What impact does immutability have on security, and why do immutable servers make microservices security challenging? In microservices security architecture, a microservice itself becomes a security enforcement point. As a result, you need to maintain a list of whitelisted clients (probably other microservices) that can access the given microservice, and you need a set of access-control policies.
These lists aren’t static; both the whitelisted clients and access-control policies get updated. With an immutable server, you can’t maintain such updates in the server’s filesystem. You need a way to get all the updated policies from some sort of policy administration endpoint at server bootup and then update them dynamically in memory, following a push or pull model. In the push model, the policy administration endpoint pushes policy updates to the interested microservices (or security enforcement points). In the pull model, each microservice has to poll the policy administration endpoint periodically for policy updates.
Each microservice also has to maintain its own credentials, such as certificates. For better security, these credentials need to be rotated periodically. It’s fine to keep them with the microservice itself (in the container filesystem), but you should have a way to inject them into the microservice at the time it boots up. With immutable servers, maybe this process can be part of the continuous delivery pipeline, without baking the credentials into the microservice itself.
The Distributed Nature of Microservices Makes Sharing User Context Harder
In a monolithic application, all internal components share the same web session, and anything related to the requesting party (or user) is retrieved from it. In microservices architecture, you don’t enjoy that luxury. Nothing is shared among microservices (or only a very limited set of resources), and the user context has to be passed explicitly from one microservice to another. The challenge is to build trust between two microservices so that the receiving microservice accepts the user context passed from the other one. You need a way to verify that the user context passed among microservices isn’t deliberately modified.

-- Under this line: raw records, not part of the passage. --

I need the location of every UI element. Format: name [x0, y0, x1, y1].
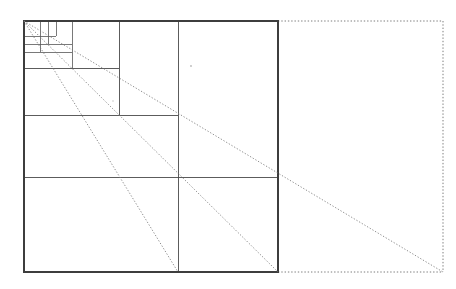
paper-speck-1 [112, 100, 113, 101]
paper-speck-0 [190, 65, 192, 67]
geometric-subdivision-diagram [0, 0, 456, 289]
diagram-background [0, 0, 456, 289]
figure-canvas [0, 0, 456, 289]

Using a JSON Web Token (JWT) is one popular way to share user context among microservices; we explore this technique in chapter 7 of the book. For now, you can think of a JWT as a JSON message that helps carry a set of user attributes from one microservice to another in a cryptographically safe manner.

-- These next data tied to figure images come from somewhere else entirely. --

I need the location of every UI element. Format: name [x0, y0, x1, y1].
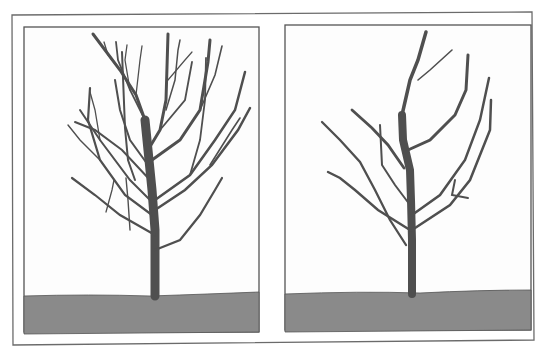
panel-before	[24, 27, 259, 334]
ground-right	[285, 290, 531, 332]
panel-before-frame	[24, 27, 259, 332]
panel-after	[285, 25, 531, 332]
ground-left	[24, 292, 259, 334]
pruning-diagram	[0, 0, 556, 354]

Polyglot Architecture Demands More Security Expertise on Each Development Team
In a microservices deployment, services talk to one another over the network. They depend not on each service’s implementation, but on the service interface. This situation permits each microservice to pick its own programming language and the technology stack for implementation. In a multiteam environment, in which each team develops its own set of microservices, each team has the flexibility to pick the most optimal technology stack for its requirements. This architecture, which enables the various components in a system to pick the technology stack that is best for them, is known as a polyglot architecture.
A polyglot architecture makes security challenging. Because different teams use different technology stacks for development, each team has to have its own security experts. These experts should take responsibility for defining security best practices and guidelines, research security tools for each stack for static code analysis and dynamic testing, and integrate those tools into the build process. The responsibilities of a centralized, organization-wide security team are now distributed among different teams. In most cases, organizations use a hybrid approach, with a centralized security team and security-focused engineers on each team who build microservices.